Word


Selected Readings

Extracts from books exploring directly an understanding of life in the context of the unity of existence. Full list


Lectures & Talks

Most of the talks listed in this section were given at the Beshara School at Chisholme as part of the Six-month course, or presented within the context of the symposia on 'Self-knowledge and Global Responsibility'. Full list


Education and the Self

What kind of knowledge is necessary for an uncertain future?

A talk by Peter Young, Principal of the Beshara School at the Chisholme Institute, given at SOAS (School of Oriental and African Studies) London, 11 January 2011.

In thinking about this talk and the fact that it was happening here, at SOAS, I thought about what it was that I would like to hear if I was studying here in London as a student. And, one of the things that I would like to know is what kind of thing is it that I'm learning? And what kind of learning is it?

Our education today is very much geared in a one-sided way. If I could fine it down to one phrase, I would say it is learning about whatever subject or discipline it is that we've chosen. So, the knowledge that we gain is knowledge about this given subject. And let's just pause there and ask whether it is, in fact, knowledge? Some of it is, but some of it may not be. Some of it may be knowledge about the current theories, or the history of beliefs about our particular subject; scientific theories, how they have evolved; what the current state of play is; what, at the top of the game, people believe is going on and present as a theory.

So, then, our knowledge of this theory is just that. It's a knowledge about a particular belief system. So we have to separate between knowledge, that is, knowledge about, on the one hand, and belief about on the other. It's not easy being a human being and we need to find a place in our interior environment for all these things... knowledge... beliefs... And we need to distinguish carefully between the two and also to ask ourselves: "Is there any other kind of knowledge, other than knowledge about?"

The greater part of my life has been devoted to an enquiry into another kind of knowledge which is not knowledge about, but is more like knowledge from. This is where we learn a knowledge from the thing itself that we are looking into. So we're not learning about it – which is going to be from the outside, nor are we learning what someone has discovered about this subject or this field – but we're going to be learning from it.

And so, I'm sure you can perceive that here there's a stepping-towards this subject, whereby it is not so much 'me' and 'it', but I enter into very close dialogue with this thing that I'm interested in. And, here, I need to be as receptive as possible to what that thing can inform me about itself. This is getting into the area of, one could say, mysticism, because things aren't supposed to be able to inform you about themselves.   Read more


The Strictest Poverty

(extract from the 87th Sermon by Meister Eckhart)

'Now pay earnest attention to this! I have often said, and eminent authorities say it too, that a man should be so free of all things and all works, both inward and outward, that he may be a proper abode for God where God can work.

Now we shall say something else. If it is the case that a man is free of all creatures, of God and of self, and if it is still the case that God finds a place in him to work, then we declare that as long as this is in that man, he is not poor with the strictest poverty... So we say that a man should be so poor that he neither is nor has any place for God to work in. To preserve a place is to preserve distinction. Therefore I pray to God to make me free of God, for my essential being is above God, taking God as the origin of creatures.

For in that essence of God in which God is above being and distinction, there I was myself and knew myself so as to make this man. Therefore I am my own cause according to my essence, which is eternal, and not according to my becoming, which is temporal. Therefore I am unborn, and according to my unborn mode I can never die. According to my unborn mode I have eternally been, am now and shall eternally remain. That which I am by virtue of birth must die and perish, for it is mortal, and so must perish with time.

In my birth all things were born, and I was the cause of myself and all things: and if I had so willed it, I would not have been, and all things would not have been. If I were not, God would not be either. I am the cause of God's being God: if I were not, then God would not be God. But you do not need to know this.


Goal of the exercise:
Give only the number of lines in the data that contain the word "bounding".

Data in this exercise:
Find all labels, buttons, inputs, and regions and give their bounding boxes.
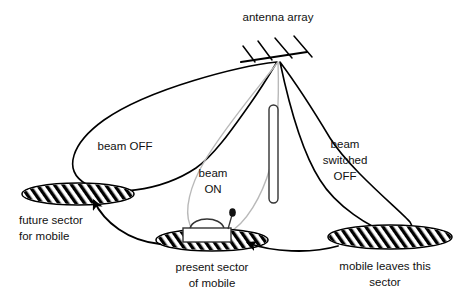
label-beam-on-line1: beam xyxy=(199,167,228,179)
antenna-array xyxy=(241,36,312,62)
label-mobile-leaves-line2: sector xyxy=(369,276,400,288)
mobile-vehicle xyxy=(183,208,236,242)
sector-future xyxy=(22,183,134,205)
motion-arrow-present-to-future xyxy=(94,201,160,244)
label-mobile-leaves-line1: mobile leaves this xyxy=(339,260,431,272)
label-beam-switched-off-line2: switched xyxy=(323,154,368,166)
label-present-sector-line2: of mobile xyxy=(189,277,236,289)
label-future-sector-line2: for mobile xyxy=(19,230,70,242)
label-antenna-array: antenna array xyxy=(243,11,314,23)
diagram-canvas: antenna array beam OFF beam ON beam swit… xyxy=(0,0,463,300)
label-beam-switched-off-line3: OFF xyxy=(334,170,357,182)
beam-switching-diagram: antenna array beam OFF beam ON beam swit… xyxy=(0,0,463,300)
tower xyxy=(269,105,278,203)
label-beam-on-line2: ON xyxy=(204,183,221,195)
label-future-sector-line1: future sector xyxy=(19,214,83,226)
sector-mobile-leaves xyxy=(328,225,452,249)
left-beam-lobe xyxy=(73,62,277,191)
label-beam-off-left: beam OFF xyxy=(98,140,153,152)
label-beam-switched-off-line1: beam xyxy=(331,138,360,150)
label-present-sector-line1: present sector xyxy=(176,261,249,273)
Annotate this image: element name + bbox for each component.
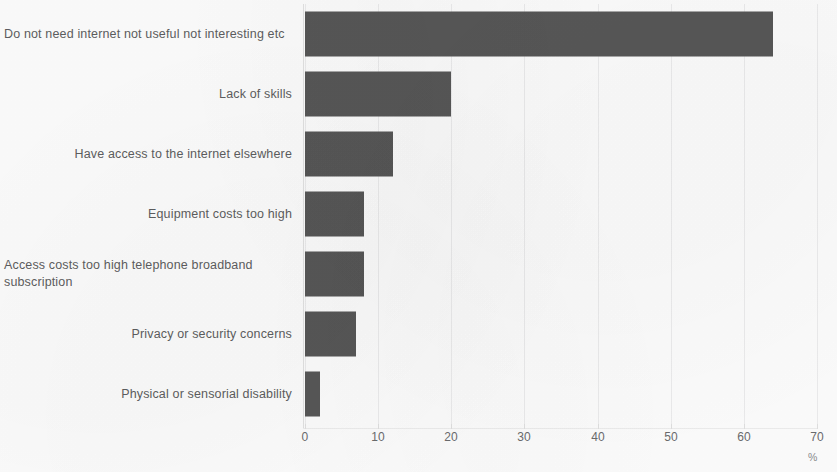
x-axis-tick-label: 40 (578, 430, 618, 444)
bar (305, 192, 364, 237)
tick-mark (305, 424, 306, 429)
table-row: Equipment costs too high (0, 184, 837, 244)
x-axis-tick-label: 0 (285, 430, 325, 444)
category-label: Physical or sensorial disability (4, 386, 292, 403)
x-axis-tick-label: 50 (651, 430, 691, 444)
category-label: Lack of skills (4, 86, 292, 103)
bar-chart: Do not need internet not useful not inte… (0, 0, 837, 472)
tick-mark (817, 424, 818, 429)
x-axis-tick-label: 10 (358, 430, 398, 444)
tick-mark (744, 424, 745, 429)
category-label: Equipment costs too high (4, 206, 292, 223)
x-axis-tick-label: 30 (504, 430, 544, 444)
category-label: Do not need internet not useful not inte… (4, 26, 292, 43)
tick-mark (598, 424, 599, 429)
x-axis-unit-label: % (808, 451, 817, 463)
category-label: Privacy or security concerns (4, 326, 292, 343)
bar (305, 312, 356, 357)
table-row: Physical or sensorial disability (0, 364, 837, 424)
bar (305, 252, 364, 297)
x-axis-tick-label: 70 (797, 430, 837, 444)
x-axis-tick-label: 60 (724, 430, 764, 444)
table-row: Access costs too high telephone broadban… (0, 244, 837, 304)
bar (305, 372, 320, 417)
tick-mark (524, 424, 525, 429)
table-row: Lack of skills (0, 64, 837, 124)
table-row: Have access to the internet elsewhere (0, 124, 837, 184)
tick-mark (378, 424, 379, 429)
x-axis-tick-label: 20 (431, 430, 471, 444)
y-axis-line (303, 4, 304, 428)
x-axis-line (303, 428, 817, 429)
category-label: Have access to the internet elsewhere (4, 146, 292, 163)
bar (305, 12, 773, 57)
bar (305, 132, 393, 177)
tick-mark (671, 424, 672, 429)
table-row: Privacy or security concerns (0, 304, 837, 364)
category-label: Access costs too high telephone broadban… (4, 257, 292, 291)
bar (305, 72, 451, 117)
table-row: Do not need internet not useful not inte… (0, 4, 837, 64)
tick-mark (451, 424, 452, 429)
==
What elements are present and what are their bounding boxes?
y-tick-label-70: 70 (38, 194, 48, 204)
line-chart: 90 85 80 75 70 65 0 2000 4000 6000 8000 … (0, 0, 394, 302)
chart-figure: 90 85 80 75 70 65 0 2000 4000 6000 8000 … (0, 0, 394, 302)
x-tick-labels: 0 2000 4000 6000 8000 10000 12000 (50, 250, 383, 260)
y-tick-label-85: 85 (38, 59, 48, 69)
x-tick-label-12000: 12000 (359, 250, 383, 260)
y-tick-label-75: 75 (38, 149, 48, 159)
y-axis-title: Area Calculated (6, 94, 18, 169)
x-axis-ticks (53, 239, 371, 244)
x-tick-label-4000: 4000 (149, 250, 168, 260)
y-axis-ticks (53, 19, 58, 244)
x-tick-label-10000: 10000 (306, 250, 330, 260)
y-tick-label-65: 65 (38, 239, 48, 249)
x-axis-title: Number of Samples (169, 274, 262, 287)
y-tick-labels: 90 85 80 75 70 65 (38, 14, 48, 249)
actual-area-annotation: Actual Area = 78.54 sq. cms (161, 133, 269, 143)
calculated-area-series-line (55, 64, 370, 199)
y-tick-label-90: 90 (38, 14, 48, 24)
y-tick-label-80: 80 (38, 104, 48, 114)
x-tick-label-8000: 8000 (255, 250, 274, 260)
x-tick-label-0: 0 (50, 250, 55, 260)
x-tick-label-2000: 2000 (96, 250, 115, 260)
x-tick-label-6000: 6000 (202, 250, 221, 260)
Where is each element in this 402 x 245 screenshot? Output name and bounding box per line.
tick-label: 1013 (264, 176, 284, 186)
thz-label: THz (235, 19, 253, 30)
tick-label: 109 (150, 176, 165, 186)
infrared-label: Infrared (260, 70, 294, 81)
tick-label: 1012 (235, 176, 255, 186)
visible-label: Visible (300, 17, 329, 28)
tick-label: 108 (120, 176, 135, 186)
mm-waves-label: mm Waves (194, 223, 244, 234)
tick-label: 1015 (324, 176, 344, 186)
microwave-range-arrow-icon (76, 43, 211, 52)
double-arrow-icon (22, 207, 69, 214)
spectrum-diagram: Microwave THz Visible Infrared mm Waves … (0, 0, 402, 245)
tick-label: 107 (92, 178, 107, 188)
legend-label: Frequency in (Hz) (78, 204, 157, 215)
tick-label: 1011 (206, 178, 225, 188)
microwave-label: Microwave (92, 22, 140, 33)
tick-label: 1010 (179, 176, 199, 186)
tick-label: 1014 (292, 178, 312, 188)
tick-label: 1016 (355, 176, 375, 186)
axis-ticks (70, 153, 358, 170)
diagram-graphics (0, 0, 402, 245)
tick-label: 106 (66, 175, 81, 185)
==
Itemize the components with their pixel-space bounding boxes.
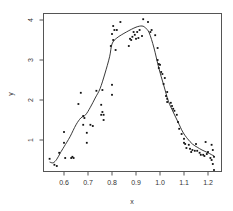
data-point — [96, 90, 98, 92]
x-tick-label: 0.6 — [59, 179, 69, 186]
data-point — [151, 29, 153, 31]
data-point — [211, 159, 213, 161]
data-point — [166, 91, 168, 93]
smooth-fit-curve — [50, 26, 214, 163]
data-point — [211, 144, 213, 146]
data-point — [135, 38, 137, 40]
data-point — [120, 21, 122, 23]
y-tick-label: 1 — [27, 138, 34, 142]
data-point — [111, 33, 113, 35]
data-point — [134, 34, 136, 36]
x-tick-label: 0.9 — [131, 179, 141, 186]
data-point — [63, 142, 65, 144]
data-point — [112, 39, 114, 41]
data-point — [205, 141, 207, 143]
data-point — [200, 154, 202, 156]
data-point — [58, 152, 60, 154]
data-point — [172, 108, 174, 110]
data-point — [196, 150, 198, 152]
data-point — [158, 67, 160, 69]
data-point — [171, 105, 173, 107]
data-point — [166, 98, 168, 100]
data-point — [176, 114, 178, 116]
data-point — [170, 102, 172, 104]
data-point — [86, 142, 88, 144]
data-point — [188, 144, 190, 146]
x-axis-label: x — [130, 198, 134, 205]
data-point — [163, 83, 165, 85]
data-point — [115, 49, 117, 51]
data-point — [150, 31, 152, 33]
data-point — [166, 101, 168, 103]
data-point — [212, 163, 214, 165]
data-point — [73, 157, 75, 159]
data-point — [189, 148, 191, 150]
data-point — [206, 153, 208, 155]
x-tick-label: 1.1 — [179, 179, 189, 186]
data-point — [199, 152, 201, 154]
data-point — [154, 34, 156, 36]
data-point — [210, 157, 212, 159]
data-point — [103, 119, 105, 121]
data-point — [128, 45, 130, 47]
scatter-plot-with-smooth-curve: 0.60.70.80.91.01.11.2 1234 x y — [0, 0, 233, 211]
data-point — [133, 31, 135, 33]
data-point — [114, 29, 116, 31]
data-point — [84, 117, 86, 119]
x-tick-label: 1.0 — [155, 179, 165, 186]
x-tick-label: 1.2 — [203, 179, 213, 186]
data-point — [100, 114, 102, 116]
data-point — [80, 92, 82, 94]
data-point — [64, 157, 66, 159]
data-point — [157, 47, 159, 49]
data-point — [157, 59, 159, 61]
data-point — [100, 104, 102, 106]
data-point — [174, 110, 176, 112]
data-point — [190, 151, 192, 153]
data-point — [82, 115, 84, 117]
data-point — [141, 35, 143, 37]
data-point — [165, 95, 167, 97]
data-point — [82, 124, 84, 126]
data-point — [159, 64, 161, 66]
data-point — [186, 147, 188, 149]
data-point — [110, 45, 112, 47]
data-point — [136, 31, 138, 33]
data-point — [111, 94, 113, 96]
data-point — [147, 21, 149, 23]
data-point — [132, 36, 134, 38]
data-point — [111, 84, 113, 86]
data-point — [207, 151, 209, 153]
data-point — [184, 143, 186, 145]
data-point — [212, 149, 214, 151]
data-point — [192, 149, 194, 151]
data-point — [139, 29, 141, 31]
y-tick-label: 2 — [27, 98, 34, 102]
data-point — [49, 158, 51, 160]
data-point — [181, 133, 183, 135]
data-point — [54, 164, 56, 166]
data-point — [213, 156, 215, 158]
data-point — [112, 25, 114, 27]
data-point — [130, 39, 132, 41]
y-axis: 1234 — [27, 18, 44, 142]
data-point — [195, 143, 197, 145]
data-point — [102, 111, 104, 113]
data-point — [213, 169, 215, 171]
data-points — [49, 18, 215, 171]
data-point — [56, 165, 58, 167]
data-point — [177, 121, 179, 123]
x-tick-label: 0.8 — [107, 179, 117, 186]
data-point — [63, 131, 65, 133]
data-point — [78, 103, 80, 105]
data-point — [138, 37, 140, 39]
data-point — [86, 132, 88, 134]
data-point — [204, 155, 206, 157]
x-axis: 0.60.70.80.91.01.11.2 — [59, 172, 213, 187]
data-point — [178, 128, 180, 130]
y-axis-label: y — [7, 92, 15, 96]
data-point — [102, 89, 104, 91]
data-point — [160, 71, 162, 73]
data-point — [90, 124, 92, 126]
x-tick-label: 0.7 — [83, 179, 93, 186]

Written solution:
4